**~~ NOTE: This is a Stage 0 proposal. ~~**
This proposal has been moved to https://git.521000.best/jeffmo/es-class-properties.
Please direct all future feedback to that repo in the form of directed issues.
**~~ NOTE: This is a Stage 0 proposal. ~~**
Please direct all future feedback to that repo in the form of directed issues.
(from SOLID Principles with Uncle Bob - Robert C. Martin - http://www.hanselminutes.com/145/solid-principles-with-uncle-bob-robert-c-martin)
Single Responsibility Principle, what does it mean? It means that a software module should have one reason to change, then that's what I call a responsibility, a reason to change.
So for example, take a payroll application, if there's an employee class in that payroll application, you could imagine that it might have methods for calculate pay or perhaps another method for print a report, perhaps another method in the employee object for save me to the database, and what's unfortunate about these three methods existing in the same class is that they have all three completely different reasons to change. The payroll, the calculate pay will change if the accountants decides on a new way of calculating pay. The report generator will change if the people who consume the reports want the format of the reports to change. The save function will change if the DBA's decid
function OnBlurComponent({ onBlur }) { | |
const handleBlur = (e) => { | |
const currentTarget = e.currentTarget; | |
// Check the newly focused element in the next tick of the event loop | |
setTimeout(() => { | |
// Check if the new activeElement is a child of the original container | |
if (!currentTarget.contains(document.activeElement)) { | |
// You can invoke a callback or add custom logic here | |
onBlur(); |
function callbackCurry(callbacks) { | |
var memoize = function memoize(xs) { | |
if (!xs.length) return null; | |
var tail = xs.slice(1), | |
head = xs[0]; | |
return head.bind(undefined, memoize(tail)); | |
}; |
Brief notes on Meteor for CS 294-101. Many of the key architectural ideas in Meteor are described at https://www.meteor.com/projects.
BSD as example of great system design. Application primitives: processes run by a scheduler, sockets, sys calls, virtual memory, mbufs. What makes something a platform. Unix vs Multics.
History of application architectures. Mainframes (e.g. IBM 360 / 3270), client-server (e.g. Win32), web (e.g. LAMP), cloud-client. Oscillation of where the software runs. Thin vs thick clients, data vs presentation on the wire. Changes driven by massive forces (cheap CPUs, ubiquitous internet, mobile). New architecture for each era.
What it takes to make modern UI/UX. Mobile. Live updating. Collaboration. No refresh button. All drive the need for “realtime” or “reactive” system. Very different from HTTP era.
Four questions: 1 — how do we move data around; 2 — where does it come from; 3 — where do we put it; 4 — how do we use it?
Hi Nicholas,
I saw you tweet about JSX yesterday. It seemed like the discussion devolved pretty quickly but I wanted to share our experience over the last year. I understand your concerns. I've made similar remarks about JSX. When we started using it Planning Center, I led the charge to write React without it. I don't imagine I'd have much to say that you haven't considered but, if it's helpful, here's a pattern that changed my opinion:
The idea that "React is the V in MVC" is disingenuous. It's a good pitch but, for many of us, it feels like in invitation to repeat our history of coupled views. In practice, React is the V and the C. Dan Abramov describes the division as Smart and Dumb Components. At our office, we call them stateless and container components (view-controllers if we're Flux). The idea is pretty simple: components can't
// @N is the amount you are making change for | |
// @coins is the set of coin values you can use | |
function makeChange(N, coins) { | |
// initialize the 'ways' array | |
var answers = []; | |
for (var n = 1; n <= N; n++) { | |
answers[n] = 0; | |
} | |
// there is only one way of doing 0 cents? |
A maintainable application architecture requires that the UI only contain the rendering logic and execute queries and mutations against the underlying data model on the server. A maintainable architecture must not contain any logic for composing "app state" on the client as that would necessarily embed business logic in the client. App state should be persisted to the database and the client projection of it should be composed in the mid tier, and refreshed as mutations occur on the server (and after network interruption) for a highly interactive, realtime UX.
With GraphQL we are able to define an easy-to-change application-level data schema on the server that captures the types and relationships in our data, and wiring it to data sources via resolvers that leverage our db's own query language (or data-oriented, uniform service APIs) to resolve client-specified "queries" and "mutations" against the schema.
We use GraphQL to dyn
I recently had several days of extremely frustrating experiences with service workers. Here are a few things I've since learned which would have made my life much easier but which isn't particularly obvious from most of the blog posts and videos I've seen.
I'll add to this list over time – suggested additions welcome in the comments or via twitter.com/rich_harris.
Chrome 51 has some pretty wild behaviour related to console.log
in service workers. Canary doesn't, and it has a load of really good service worker related stuff in devtools.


In how many lines of the records does "legend" appear? Answer with one number.
══ Task inputs
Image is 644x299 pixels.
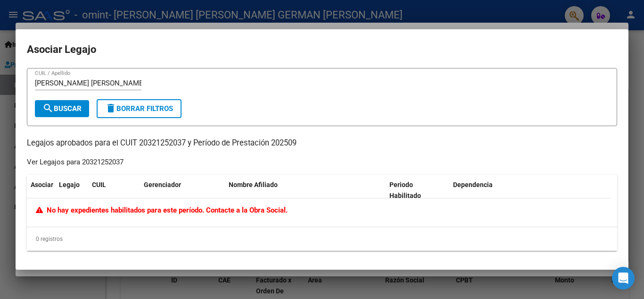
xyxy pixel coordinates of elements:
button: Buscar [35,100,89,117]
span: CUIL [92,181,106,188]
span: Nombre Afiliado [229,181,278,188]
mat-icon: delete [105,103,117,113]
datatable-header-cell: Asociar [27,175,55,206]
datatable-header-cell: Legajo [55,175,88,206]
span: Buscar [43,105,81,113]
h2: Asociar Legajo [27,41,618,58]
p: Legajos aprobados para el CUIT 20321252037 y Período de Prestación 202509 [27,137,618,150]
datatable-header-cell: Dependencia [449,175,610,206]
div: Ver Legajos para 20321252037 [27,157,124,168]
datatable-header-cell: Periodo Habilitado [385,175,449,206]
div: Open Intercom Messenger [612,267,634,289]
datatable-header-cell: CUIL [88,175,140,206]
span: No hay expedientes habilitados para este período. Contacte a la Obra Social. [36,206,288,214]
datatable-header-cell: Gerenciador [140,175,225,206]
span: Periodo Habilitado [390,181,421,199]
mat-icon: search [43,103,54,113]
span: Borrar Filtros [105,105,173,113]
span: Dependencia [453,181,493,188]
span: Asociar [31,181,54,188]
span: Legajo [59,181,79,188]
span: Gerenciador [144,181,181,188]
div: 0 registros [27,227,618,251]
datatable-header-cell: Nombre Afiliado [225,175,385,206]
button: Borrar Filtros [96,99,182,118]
════
══ Task inputs
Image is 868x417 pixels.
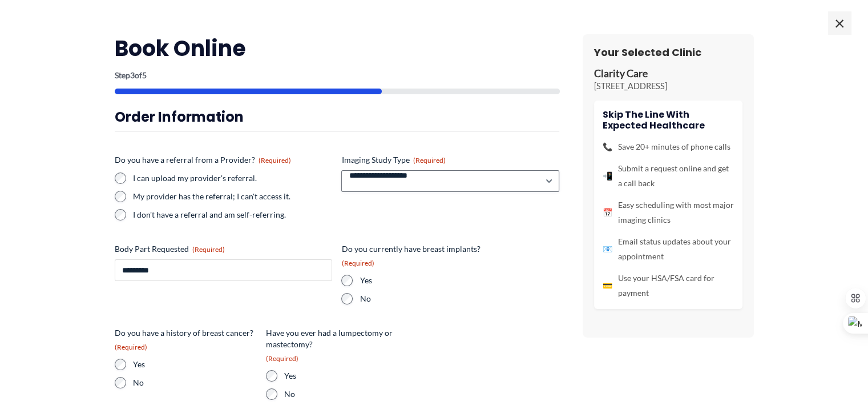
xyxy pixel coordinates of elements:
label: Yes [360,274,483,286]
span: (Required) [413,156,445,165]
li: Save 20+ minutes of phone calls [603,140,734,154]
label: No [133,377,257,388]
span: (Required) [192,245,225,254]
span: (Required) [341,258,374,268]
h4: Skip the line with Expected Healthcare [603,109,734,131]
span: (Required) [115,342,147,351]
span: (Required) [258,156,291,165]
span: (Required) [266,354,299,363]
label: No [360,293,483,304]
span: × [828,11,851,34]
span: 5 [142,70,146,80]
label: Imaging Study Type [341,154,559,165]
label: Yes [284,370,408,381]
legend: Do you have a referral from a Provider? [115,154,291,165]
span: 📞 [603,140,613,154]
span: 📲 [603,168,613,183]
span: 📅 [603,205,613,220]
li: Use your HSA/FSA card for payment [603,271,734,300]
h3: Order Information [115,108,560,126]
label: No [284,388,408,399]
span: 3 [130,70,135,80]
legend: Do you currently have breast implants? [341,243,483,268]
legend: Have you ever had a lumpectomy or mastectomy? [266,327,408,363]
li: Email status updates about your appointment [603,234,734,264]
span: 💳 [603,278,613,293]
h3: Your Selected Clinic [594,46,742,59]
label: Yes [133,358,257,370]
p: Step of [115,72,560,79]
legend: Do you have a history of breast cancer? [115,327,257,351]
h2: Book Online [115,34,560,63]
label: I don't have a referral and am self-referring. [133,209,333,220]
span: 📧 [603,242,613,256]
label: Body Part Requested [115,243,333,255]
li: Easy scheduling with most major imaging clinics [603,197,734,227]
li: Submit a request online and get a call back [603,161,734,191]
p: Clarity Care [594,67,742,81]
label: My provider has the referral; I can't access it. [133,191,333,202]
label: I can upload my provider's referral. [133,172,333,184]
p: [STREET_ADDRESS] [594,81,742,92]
════
● Result: 4